"Le travail me retient bien tard sur ces toitures. . . ."

He then begins to wonder what he would see if, like Asmodee in the Diable boiteux, he could have the roof taken off, so that the various rooms could be exposed to view. Alas! he would not always find the concord of the Golden Age.

Que de fois contemolant cet amas de maisons
Quetreignent nos remparts couronnes de gazons,
Et ces faubourgs naissants que la ville trop pleine
Pour ses enfants nouveaux eleve dans la plaine.
Immobiles troufieaux ou notre clocher gris
Semble un patre au milieu de ses blanches brebis,
Jai pense que, malgre notre angoisse et nos peines,
Sous ces toits paternels il existait des haines,
Et que des murs plus forts que ces murs mitoyens
Separent ici-bas les coeurs des citoyens.

This was an appeal to concord, and all brothers of humanity were invited to rally to the watchword.

The intention was no doubt very good. Then, too, murs mitoyens was an extremely rich and unexpected rhyme for citoyens. This was worthy indeed of a man of that party.

Another of the poems greatly admired by George Sand was Le Forcat.

Regarder le forcat sur la poutre equarrie
Poser son sein hale que le remords carie
. . .

Certainly if Banville were to lay claim to having invented rhymes that are puns, we could only say that he was a plagiarist after reading Charles Poncy.

In another poem addressed to the rich, entitled L'hiver, the poet notices with grief that the winter

. . . qui remplit les salons, les Watres,
Remplit aussi la Morgue et les amphitheatres.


» **WHAT YOU NEED TO DO**:
For each line of the listing that includes the word "chaussettes", show the whole line.

= Beginning of Section =

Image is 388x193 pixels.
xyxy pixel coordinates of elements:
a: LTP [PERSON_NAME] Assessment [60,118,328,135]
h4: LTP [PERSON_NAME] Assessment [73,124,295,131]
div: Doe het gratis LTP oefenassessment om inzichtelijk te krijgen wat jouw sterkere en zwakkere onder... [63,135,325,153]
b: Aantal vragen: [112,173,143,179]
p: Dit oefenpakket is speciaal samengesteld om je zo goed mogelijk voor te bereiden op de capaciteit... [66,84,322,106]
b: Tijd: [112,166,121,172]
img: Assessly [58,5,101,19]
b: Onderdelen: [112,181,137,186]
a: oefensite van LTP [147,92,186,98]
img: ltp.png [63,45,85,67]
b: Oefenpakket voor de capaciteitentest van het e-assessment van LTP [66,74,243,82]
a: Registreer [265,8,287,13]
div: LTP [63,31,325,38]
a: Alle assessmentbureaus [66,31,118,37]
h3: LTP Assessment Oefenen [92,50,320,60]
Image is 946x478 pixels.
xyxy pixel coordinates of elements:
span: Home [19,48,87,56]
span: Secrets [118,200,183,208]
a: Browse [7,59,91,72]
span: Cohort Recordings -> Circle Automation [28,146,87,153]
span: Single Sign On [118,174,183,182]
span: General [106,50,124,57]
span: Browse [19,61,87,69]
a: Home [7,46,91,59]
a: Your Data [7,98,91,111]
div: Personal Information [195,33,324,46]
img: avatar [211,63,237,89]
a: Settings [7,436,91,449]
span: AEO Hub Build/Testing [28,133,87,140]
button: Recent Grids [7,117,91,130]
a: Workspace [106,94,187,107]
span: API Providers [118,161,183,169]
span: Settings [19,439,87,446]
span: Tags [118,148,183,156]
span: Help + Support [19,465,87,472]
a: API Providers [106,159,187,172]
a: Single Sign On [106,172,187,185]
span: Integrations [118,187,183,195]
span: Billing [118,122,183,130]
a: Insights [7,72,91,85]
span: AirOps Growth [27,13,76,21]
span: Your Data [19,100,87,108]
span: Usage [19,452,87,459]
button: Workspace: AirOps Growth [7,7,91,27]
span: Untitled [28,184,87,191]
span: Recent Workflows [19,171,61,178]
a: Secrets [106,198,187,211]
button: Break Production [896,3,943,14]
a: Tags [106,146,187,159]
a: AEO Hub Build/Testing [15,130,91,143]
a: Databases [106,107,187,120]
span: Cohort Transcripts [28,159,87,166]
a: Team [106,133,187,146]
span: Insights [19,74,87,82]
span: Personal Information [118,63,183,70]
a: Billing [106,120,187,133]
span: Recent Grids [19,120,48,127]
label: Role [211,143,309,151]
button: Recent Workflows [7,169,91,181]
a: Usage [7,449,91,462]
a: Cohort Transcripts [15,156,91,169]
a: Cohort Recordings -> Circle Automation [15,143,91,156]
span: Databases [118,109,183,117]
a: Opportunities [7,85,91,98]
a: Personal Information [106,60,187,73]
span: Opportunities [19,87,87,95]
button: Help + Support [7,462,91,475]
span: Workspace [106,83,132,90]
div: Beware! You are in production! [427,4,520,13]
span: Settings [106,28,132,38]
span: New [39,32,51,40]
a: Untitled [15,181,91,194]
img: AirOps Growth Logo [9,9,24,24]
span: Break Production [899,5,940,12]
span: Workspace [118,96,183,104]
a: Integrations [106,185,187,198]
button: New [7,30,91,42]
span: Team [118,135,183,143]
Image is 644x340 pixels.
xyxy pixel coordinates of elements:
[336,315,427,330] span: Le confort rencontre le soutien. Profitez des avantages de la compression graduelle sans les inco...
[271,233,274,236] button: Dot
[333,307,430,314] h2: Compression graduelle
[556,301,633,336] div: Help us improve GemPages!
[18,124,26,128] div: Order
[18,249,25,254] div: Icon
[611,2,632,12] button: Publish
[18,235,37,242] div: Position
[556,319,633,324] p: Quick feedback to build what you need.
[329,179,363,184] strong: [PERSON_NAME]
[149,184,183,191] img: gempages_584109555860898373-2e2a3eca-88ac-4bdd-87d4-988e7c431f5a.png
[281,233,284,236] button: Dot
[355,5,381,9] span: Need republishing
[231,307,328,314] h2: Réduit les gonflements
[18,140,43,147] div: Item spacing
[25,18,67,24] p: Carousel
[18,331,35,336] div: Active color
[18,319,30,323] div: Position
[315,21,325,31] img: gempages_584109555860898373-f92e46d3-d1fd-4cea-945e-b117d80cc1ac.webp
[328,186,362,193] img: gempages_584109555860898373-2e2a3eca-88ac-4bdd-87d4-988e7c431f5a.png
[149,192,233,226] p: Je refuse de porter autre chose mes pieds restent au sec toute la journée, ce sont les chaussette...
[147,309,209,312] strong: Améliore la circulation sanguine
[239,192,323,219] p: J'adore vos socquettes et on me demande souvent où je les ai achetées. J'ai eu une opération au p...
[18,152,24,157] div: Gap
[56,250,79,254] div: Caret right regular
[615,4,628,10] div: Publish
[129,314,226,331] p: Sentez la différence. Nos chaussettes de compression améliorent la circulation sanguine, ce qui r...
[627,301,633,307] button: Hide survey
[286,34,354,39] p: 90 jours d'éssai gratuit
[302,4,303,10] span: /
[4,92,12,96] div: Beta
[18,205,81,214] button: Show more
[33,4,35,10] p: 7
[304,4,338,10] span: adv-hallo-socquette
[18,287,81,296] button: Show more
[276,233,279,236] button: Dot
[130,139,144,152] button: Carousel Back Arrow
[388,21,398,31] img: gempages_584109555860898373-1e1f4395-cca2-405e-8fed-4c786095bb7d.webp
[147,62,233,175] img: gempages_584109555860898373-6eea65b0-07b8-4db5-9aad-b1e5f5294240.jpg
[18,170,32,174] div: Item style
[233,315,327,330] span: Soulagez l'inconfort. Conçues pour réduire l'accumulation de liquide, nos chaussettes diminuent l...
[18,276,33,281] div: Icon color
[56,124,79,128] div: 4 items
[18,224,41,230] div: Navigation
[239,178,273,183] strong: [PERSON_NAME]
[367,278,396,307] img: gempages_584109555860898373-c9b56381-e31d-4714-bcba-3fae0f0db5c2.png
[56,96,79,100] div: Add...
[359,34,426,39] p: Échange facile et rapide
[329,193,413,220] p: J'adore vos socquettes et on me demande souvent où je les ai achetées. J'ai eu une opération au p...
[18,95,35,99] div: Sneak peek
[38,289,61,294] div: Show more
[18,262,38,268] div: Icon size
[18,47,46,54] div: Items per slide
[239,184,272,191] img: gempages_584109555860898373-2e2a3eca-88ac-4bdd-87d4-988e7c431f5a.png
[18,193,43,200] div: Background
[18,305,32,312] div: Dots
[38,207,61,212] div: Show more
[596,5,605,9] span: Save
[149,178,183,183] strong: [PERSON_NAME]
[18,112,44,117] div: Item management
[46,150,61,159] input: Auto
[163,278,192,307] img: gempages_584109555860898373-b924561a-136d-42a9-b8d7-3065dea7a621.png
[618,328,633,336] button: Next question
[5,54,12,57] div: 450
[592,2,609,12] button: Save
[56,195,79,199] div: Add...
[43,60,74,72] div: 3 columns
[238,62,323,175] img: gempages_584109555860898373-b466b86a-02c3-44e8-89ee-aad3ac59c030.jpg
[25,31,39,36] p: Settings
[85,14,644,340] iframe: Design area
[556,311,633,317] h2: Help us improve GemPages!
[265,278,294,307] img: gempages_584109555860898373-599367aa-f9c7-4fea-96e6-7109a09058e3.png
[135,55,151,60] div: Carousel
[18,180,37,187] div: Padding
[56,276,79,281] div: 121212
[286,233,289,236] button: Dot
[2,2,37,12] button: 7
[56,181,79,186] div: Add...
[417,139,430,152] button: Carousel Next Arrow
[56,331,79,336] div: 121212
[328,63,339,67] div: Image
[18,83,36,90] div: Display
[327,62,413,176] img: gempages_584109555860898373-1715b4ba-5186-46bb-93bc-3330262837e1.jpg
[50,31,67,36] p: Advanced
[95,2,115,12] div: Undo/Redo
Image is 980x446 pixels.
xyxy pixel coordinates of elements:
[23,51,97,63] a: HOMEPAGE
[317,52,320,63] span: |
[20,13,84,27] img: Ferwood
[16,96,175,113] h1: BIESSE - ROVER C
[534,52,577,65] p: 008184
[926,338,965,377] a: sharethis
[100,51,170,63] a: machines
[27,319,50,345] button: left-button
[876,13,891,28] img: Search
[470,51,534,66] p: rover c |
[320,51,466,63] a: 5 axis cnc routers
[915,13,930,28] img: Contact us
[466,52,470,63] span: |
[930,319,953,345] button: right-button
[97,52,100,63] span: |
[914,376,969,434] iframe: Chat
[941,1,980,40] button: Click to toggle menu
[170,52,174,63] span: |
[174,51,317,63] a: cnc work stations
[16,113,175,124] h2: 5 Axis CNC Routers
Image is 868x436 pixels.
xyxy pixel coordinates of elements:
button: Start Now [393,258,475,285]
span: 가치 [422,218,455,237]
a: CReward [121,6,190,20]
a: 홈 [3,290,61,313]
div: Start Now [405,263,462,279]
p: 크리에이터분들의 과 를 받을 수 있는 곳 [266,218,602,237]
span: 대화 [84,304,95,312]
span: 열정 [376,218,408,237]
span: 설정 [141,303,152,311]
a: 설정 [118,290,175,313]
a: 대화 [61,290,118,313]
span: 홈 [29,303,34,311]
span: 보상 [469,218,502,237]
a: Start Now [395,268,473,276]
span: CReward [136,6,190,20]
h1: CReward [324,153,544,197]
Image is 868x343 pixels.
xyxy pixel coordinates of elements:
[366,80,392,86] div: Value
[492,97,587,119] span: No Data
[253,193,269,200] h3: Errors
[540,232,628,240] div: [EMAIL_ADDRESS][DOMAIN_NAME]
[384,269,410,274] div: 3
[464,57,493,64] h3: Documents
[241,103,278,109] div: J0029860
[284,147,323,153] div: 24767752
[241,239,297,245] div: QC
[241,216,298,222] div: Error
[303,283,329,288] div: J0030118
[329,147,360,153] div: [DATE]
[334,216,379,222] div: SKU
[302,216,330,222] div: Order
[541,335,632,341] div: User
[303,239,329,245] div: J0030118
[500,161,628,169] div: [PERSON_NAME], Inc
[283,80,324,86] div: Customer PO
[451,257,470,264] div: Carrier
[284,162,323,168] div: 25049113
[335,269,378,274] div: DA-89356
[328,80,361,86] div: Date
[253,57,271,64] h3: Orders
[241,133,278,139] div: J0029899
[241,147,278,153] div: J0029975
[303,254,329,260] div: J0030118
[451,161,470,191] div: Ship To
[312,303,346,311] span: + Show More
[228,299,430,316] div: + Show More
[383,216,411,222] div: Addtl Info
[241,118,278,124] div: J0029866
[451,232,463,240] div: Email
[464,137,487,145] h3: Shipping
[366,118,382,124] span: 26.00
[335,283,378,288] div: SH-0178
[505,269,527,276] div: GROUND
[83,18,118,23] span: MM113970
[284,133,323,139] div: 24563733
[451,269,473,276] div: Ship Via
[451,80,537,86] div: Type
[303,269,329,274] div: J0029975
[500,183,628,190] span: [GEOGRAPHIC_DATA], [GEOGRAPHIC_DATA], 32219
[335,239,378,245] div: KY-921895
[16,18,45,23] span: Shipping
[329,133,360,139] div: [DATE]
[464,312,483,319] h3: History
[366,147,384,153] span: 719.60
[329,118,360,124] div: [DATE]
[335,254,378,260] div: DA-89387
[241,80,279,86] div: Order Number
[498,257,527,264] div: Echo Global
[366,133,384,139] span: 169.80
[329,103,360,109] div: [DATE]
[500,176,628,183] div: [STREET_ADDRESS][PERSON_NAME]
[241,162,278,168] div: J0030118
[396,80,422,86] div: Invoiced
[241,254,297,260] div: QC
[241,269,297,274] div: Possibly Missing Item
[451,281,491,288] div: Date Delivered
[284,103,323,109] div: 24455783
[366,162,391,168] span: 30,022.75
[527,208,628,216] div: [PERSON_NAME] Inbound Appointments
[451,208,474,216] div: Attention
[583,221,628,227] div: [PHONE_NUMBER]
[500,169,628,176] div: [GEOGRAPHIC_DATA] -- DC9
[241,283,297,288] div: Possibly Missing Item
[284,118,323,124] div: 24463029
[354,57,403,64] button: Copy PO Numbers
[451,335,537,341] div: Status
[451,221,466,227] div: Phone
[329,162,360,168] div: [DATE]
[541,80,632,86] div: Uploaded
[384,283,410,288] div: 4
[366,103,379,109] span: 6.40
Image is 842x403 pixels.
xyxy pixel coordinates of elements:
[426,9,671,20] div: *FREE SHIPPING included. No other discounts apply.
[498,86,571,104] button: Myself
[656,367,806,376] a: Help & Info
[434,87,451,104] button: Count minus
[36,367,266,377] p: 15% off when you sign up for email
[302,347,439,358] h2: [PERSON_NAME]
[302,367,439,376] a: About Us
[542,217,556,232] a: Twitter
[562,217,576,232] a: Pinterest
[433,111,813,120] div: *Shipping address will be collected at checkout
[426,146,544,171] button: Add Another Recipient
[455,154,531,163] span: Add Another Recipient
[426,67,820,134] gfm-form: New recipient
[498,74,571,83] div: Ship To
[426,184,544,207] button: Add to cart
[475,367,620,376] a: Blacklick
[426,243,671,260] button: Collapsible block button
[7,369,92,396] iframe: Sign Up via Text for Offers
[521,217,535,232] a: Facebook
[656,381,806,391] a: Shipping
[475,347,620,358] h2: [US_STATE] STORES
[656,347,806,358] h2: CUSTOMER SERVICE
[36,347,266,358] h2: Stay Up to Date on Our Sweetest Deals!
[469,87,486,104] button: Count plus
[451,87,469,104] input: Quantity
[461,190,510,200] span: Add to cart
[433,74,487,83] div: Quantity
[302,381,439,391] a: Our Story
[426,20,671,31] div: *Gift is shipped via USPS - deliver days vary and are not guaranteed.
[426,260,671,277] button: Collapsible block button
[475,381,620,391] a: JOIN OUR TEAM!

= End of Section =

» **EXERCISE OUTPUT**:
[129,314,226,331] p: Sentez la différence. Nos chaussettes de compression améliorent la circulation sanguine, ce qui r...
[233,315,327,330] span: Soulagez l'inconfort. Conçues pour réduire l'accumulation de liquide, nos chaussettes diminuent l...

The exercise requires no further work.